Some have said that this was simply the greatest jazz group of all time. Miles Davis on trumpet, John Coltrane on tenor sax, Cannonball Adderly on alto sax, James Cobb on drums, Bill Evans on piano, and Paul Chambers on bass. Wynton Kelley also plays piano on one track. This is definitely an album that I think even the most pedestrian of listeners can enjoy. Quite simply, the songs are gorgeous and the playing is stellar. It is definitely an album that you can come home to after a long day, dim the lights, lay back and just chill. At the time, songs like "So What" and "Flamenco Sketches" were new and fresh because they were more modal. Here is an excerpt by Miles himself from his autobiography.
"Kind of Blue also came out of the modal thing I started on Milestones. This time I added some other kind of sound I remembered from being back in Arkansas, when we were walking home from church and they were playing these bad gospels. So that kind of feeling came back to me and I started remembering what that music sounded like and felt like. That feeling is what I was trying to get close to. That feeling had got in my creative blood, my imagination, and I had forgotten it was there. I wrote this blues that tried to get back to that feeling I had when I was six years old, walking with my cousin along that dark Arkansas road.
I didn't write out the music for Kind of Blue, but brought in sketches for what everybody was supposed to play because I wanted a lot of spontaneity in the playing, just like I thought was in the interplay between those dancers and those drummers and that finger piano player with the Ballet Africaine. Everything was a first take, which indicates the level everyone was playing on. It was beautiful." - Miles Davis
This album has certainly influenced countless musicians in all genres and it is certainly one of the biggest selling jazz records of all time.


ABOUT THIS EXERCISE ▸
Repeat exactly the lines below, from the line containing "<element>maple</element> region?" through the last line, both included. Leave out any pictures.

EXTRACTED MATERIAL ▸

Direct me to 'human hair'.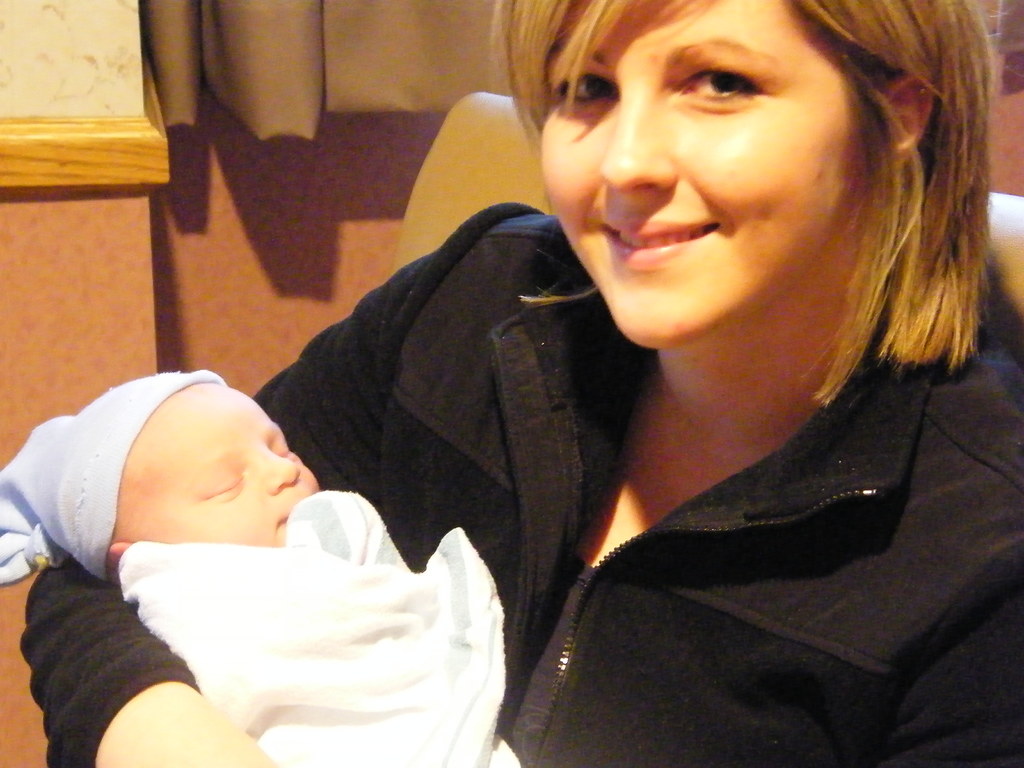
Direction: 527:1:1012:392.
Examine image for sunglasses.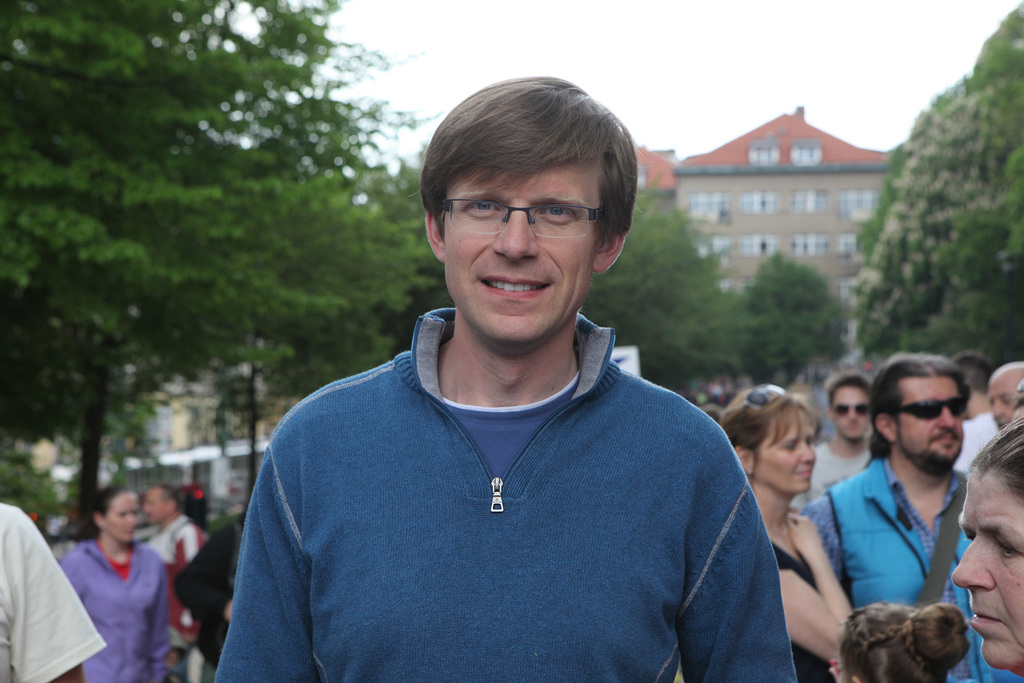
Examination result: detection(835, 403, 875, 416).
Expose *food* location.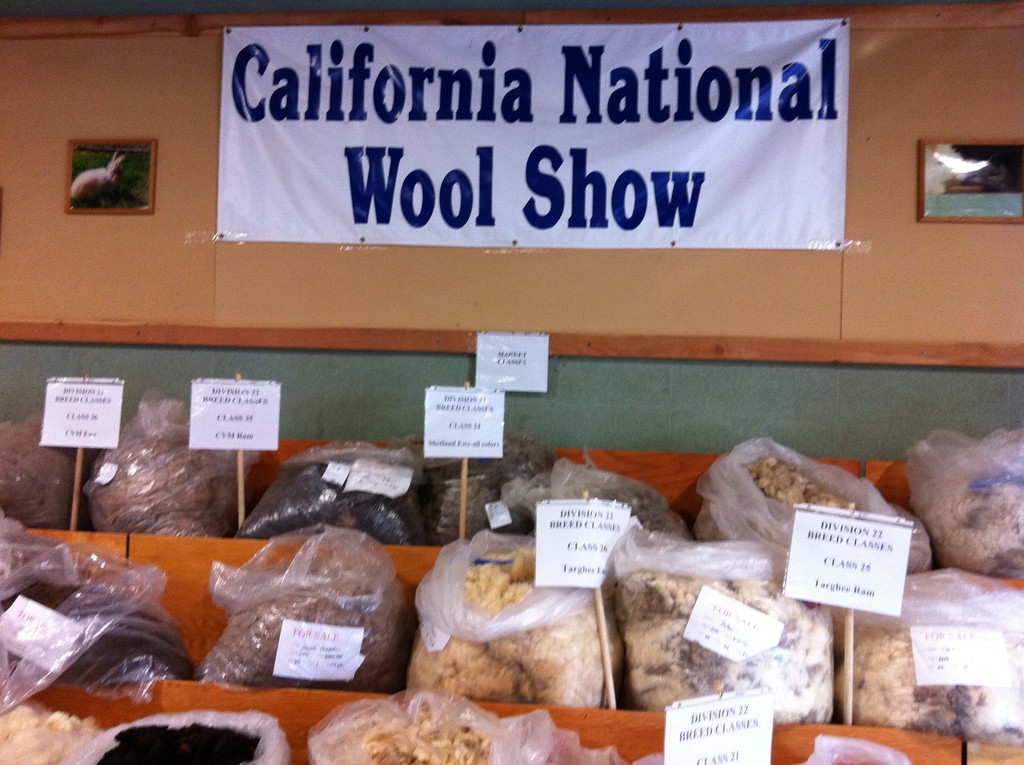
Exposed at rect(87, 724, 266, 764).
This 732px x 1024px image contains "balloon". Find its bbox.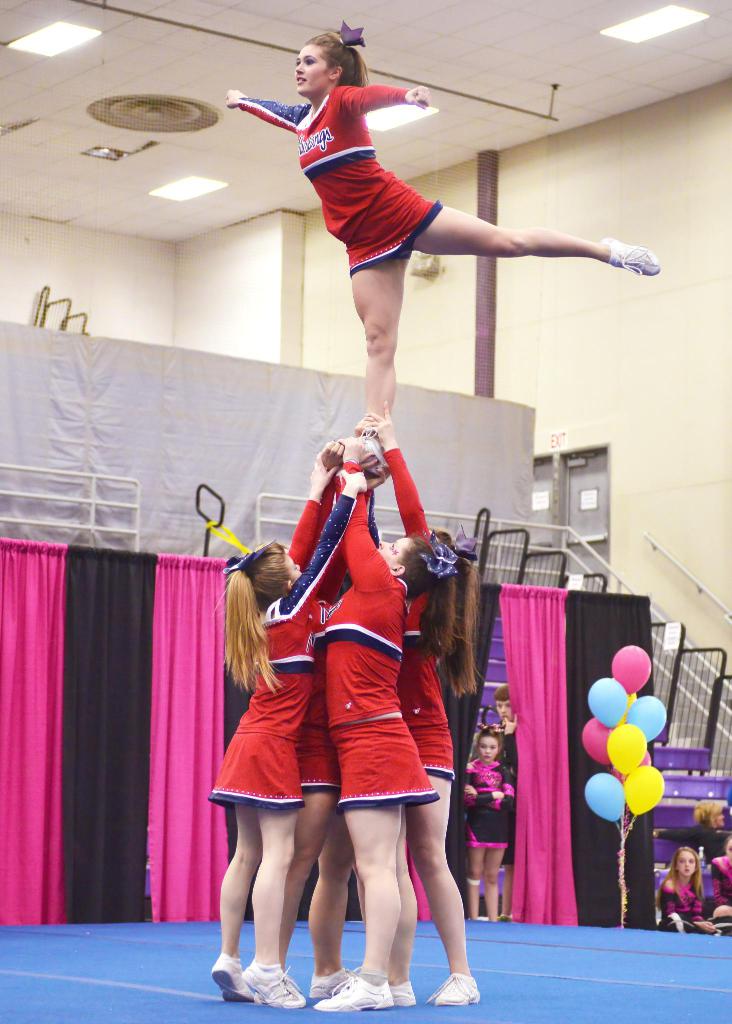
(left=586, top=773, right=626, bottom=822).
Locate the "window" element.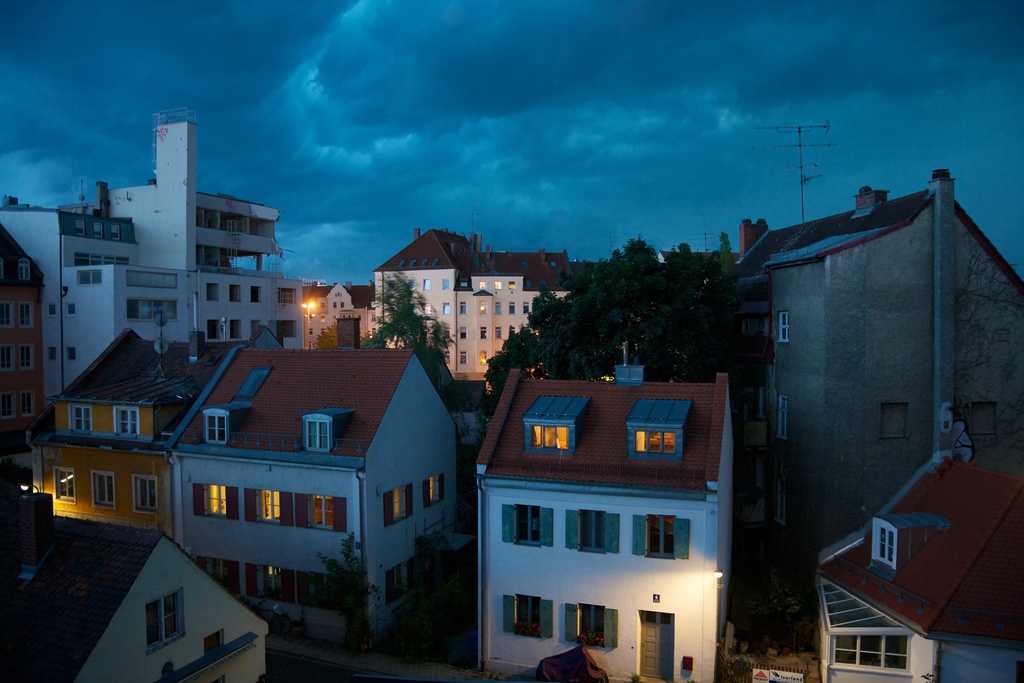
Element bbox: rect(204, 281, 220, 304).
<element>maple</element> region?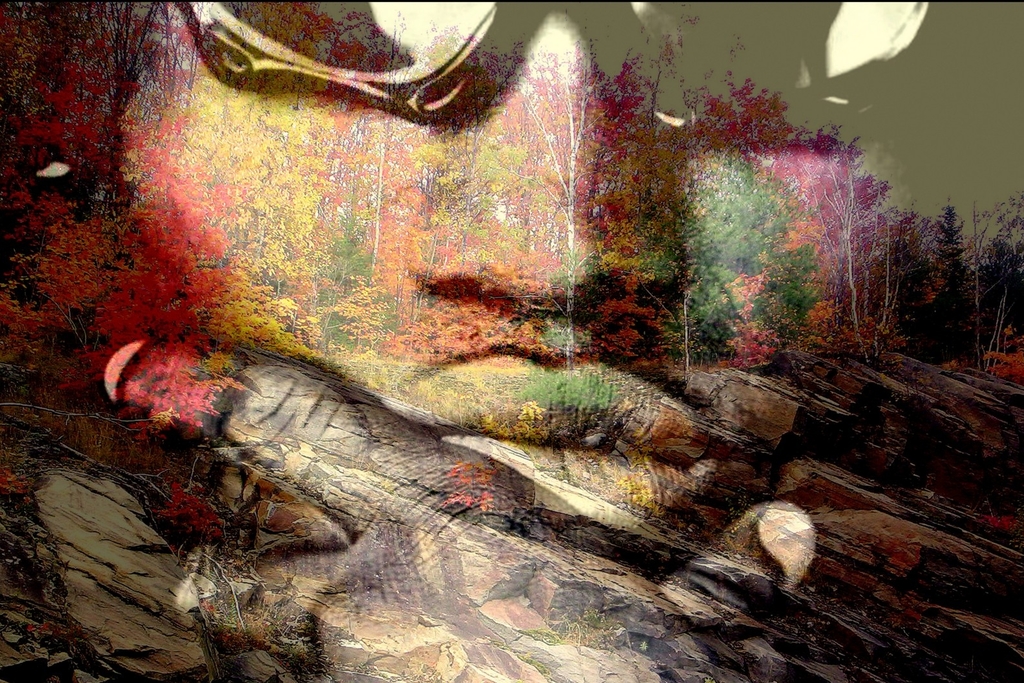
(left=488, top=23, right=656, bottom=373)
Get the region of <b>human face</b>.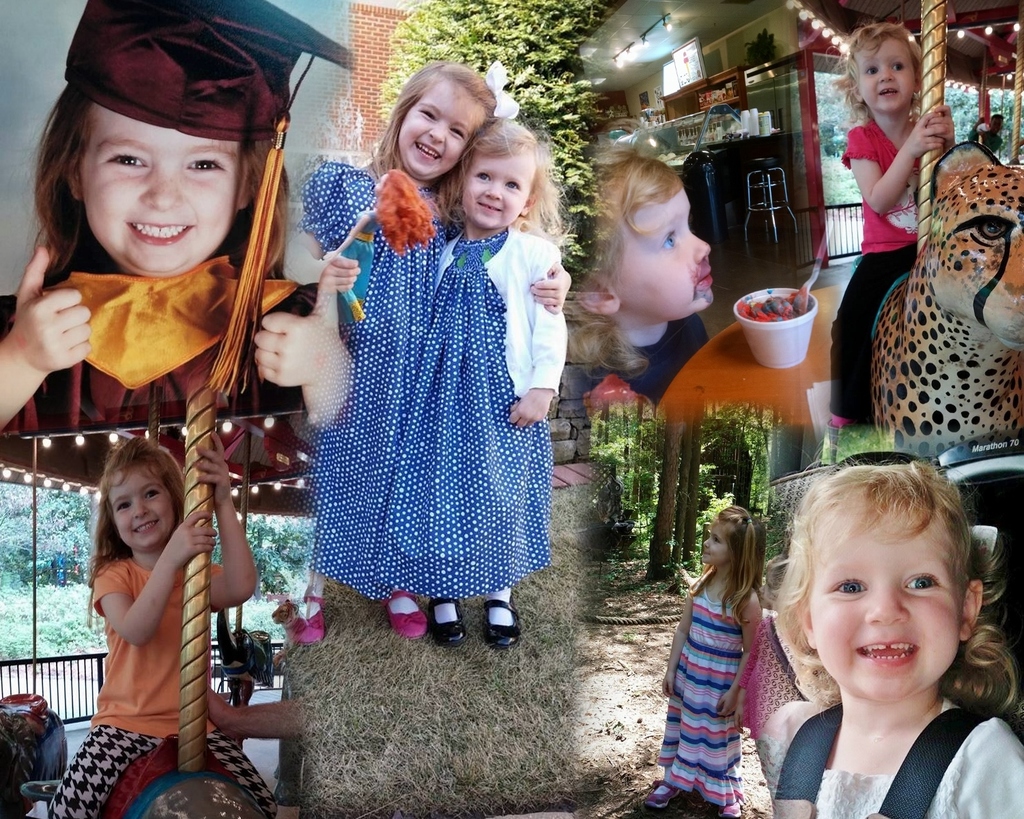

YOUR RESPONSE ▸
<element>maple</element> region?
(left=488, top=23, right=656, bottom=373)
Get the region of <b>human face</b>.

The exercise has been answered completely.